To demystify this industry, we sat down with Sahil Sondhi, a certified Integral Coach® and the founder of The Art of Triumph. Sahil specializes in working with tech executives to upgrade their internal operating systems. We asked him the hard questions about ROI, the difference between coaching and therapy, and why smart founders often have the biggest blind spots.
If you had to explain executive coaching to a skeptical person who thinks it’s just “paid venting” or “soft skills fluff,” how would you describe the mechanics of what you actually do?
A lot of what gets called coaching today is tactical or technical in nature, rather than developmental. The work I do is developmental. I focus on helping leaders develop in a deep, holistic way. So instead of focusing on quick tactical fixes or a space to vent, I help leaders look at the deeper structures which shape how they think, feel, make decisions, relate to others, and respond under pressure, uncertainty and complexity. This is sometimes referred to as the “internal operating system” which I think is a useful phrasing. Most of us try to improve ourselves by working on surface tactics. But the real leverage lies in what I call the “trunk of the tree” rather than the particular branches or leaves – the way we’re built to think, feel, and show up when things get hard.
In practice, this means understanding how someone operates today, determining what capacities they’ll need for the next stage of leadership and life, and then building those capacities in a sustained way through simple, manageable practices. Over time, this creates very tangible, observable shifts how someone thinks, communicates and leads, both at work and at home.
There is a common saying that “therapy is for the past, and coaching is for the future.” As an Integral Coach who goes deeper than just surface-level tactics, do you find that distinction holds up, or is the line blurrier than people admit?
The distinction does hold up but there are important nuances. First, there are many types of both therapy and coaching. Typically, people compare some form of psychotherapy with some type of developmental coaching. Here, therapy does tend to be more backward-looking and focuses on past sources of present suffering. This can be incredibly powerful.

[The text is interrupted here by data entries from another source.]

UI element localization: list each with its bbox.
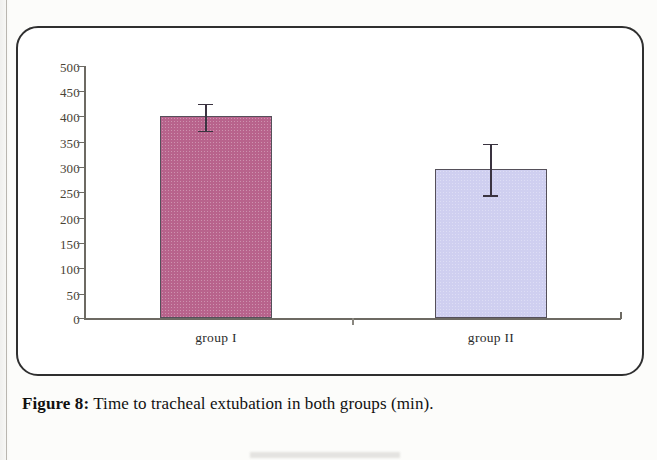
y-tick-label-50: 50	[40, 289, 80, 302]
y-tick-mark-450	[77, 91, 85, 92]
y-tick-label-300: 300	[40, 162, 80, 175]
bar-group-i	[160, 116, 272, 318]
figure-caption: Figure 8: Time to tracheal extubation in…	[22, 394, 632, 414]
error-bar-cap-bottom-group-ii	[483, 195, 498, 197]
y-tick-mark-400	[77, 116, 85, 117]
y-tick-mark-50	[77, 294, 85, 295]
y-tick-mark-100	[77, 268, 85, 269]
y-tick-mark-300	[77, 167, 85, 168]
figure-caption-text: Time to tracheal extubation in both grou…	[89, 394, 434, 413]
y-tick-label-450: 450	[40, 86, 80, 99]
scanned-page: 500 450 400 350 300 250 200 150 100 50 0	[0, 0, 657, 460]
error-bar-stem-group-ii	[490, 144, 492, 195]
x-axis-mid-tick	[352, 318, 354, 325]
error-bar-cap-bottom-group-i	[198, 131, 213, 133]
scan-artifact	[250, 452, 400, 458]
y-tick-label-150: 150	[40, 238, 80, 251]
y-tick-mark-350	[77, 142, 85, 143]
x-axis-end-tick	[620, 312, 622, 319]
bar-chart: 500 450 400 350 300 250 200 150 100 50 0	[0, 0, 657, 460]
y-tick-label-250: 250	[40, 187, 80, 200]
y-tick-mark-150	[77, 243, 85, 244]
error-bar-cap-top-group-ii	[483, 144, 498, 146]
error-bar-cap-top-group-i	[198, 104, 213, 106]
y-tick-mark-0	[77, 318, 85, 319]
y-tick-label-400: 400	[40, 111, 80, 124]
y-tick-mark-500	[77, 66, 85, 67]
y-tick-label-200: 200	[40, 213, 80, 226]
y-tick-label-350: 350	[40, 137, 80, 150]
x-axis-label-group-i: group I	[156, 330, 276, 346]
y-tick-label-0: 0	[40, 313, 80, 326]
y-tick-mark-250	[77, 192, 85, 193]
x-axis-label-group-ii: group II	[431, 330, 551, 346]
y-tick-label-100: 100	[40, 263, 80, 276]
y-tick-mark-200	[77, 218, 85, 219]
y-tick-label-500: 500	[40, 61, 80, 74]
figure-number: Figure 8:	[22, 394, 89, 413]
error-bar-stem-group-i	[205, 104, 207, 131]
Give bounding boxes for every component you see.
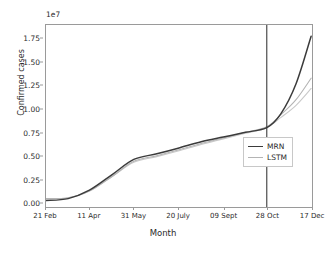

Developmental coaching, within which Integral Coaching® is one of the pioneering methodologies, is definitely more forward-looking and focused on building new capacities and ways of being through a structured approach that creates lasting change.
Because therapy and coaching often differ in their emphasis on past versus future, the outcomes you’re aiming for will also tend to differ. However, there are some areas of overlap, whereby the different approaches can help you to achieve similar goals.
For example, if you’re dealing with childhood trauma, therapy is probably the way to go. If you’re enhancing your relational capacity to influence and persuade, coaching is ideal. And if you’re learning to stay calm and grounded during difficult conversations and events, you might find either approach to be helpful.
Many founders believe they only need a coach when something is on fire, a co-founder dispute, a missed round, or burnout. Can you explain the difference between coaching for repair versus coaching for elite performance?
A lot of founders seek out coaching when something’s already on fire, such as a co-founder dispute, a missed funding round, or just plain burnout. In fact, most founders come to me because something is wrong, not because they’re trying to be proactive about their own development. And that’s totally understandable – as humans we tend to seek out help when the need is real and present, not distant or abstract.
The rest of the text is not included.